Boroni G., Lotito P., Clause A., 2009, A new numerical method for stiff differential equations, Latin American Applied Research, 39, 53-56.

Buzzi-Ferraris G., 2011, New trends in building numerical programs, Computers & Chemical Enginnering, 35, 1215-1225.

Buzzi-Ferraris G., 2012, Politecnico di Milano, <chem.polimi.it/homes/gbuzzi> accesseed 02/08/2012 Buzzi-Ferraris G., Manenti F., 2010, Interpolation and Regression Models for the Chemical Engineer:

Solving Numerical Problems Wiley-VCH, Weinheim, Germany.

Dongarra J.J., Duff I., DuCroz J., Hammarling S., 1990, A Set of Level 3 Basic Linear Algebra Subprograms, ACM Transactions on Mathematical Software, 16, 1-28.

Durand G.A., Corazza M.L., Blanco A.M, Corazza F.C., 2009, Dynamic optimization of the mashing process. Food Control, 20, 1127-1140.

gPROMS, 2004, Advanced User Guide. Process Systems Enterprise Ltd.

Luyben W.L., 1990, Process Modeling, simulation and control for chemical engineers, NY, McGraw- Hill.

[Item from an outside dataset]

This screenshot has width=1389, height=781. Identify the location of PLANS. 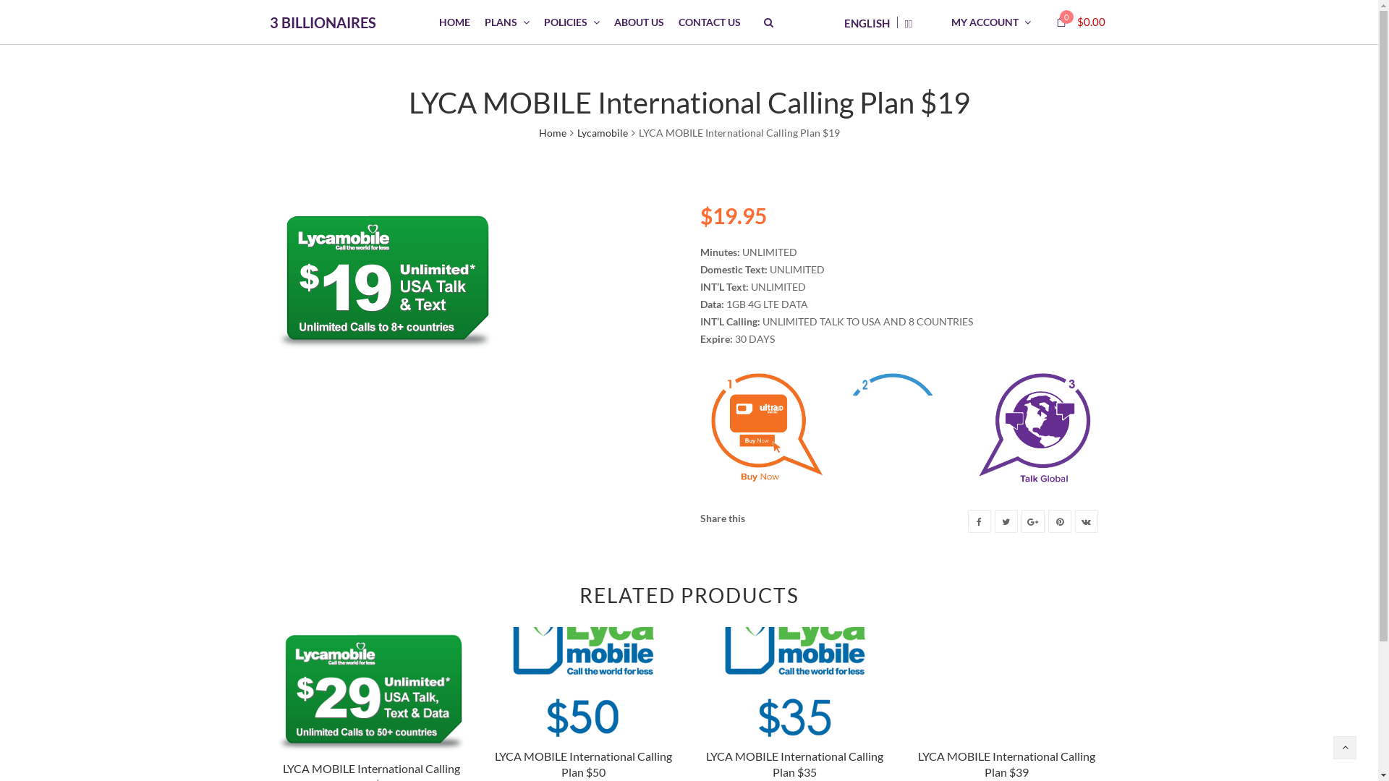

Manenti F., 2011, Considerations on Nonlinear Model Predictive Control Techniques, Computers &

Chemical Engineering, 35, 2491-2509.

Manenti F., Buzzi-Ferraris G., Pierucci S., Rovaglio M., Gulati H., 2011, Process Dynamic Optimization Using ROMeo, Computer Aided Chemical Engineering, 29, 452-456.

Manenti F., Dones I., Buzzi-Ferraris G., Preisig H.A., 2009, Efficient Numerical Solver for Partially Structured Differential and Algebraic Equation Systems. Ind. Eng. Chem. Res., 48(22), 9979-9984.

Matlab (R2008b), Simulink 6.0, Stateflow 6.0, 2008, User's Manual. Natick, MA, The MathWorks, Inc.

Press W.H., Flannery B.P., Teukolsky S.A., Vetterling W.T., 1988, Numerical recipes in C, Cambridge, Cambridge University Press.

Press W.H., Teukolsky S.A., Vetterling W.T., Flannery B.P., 1997, Numerical recipes in Fortran 77 and Fortran 90: the art of scientific and parallel computing, Cambridge University Press, NY.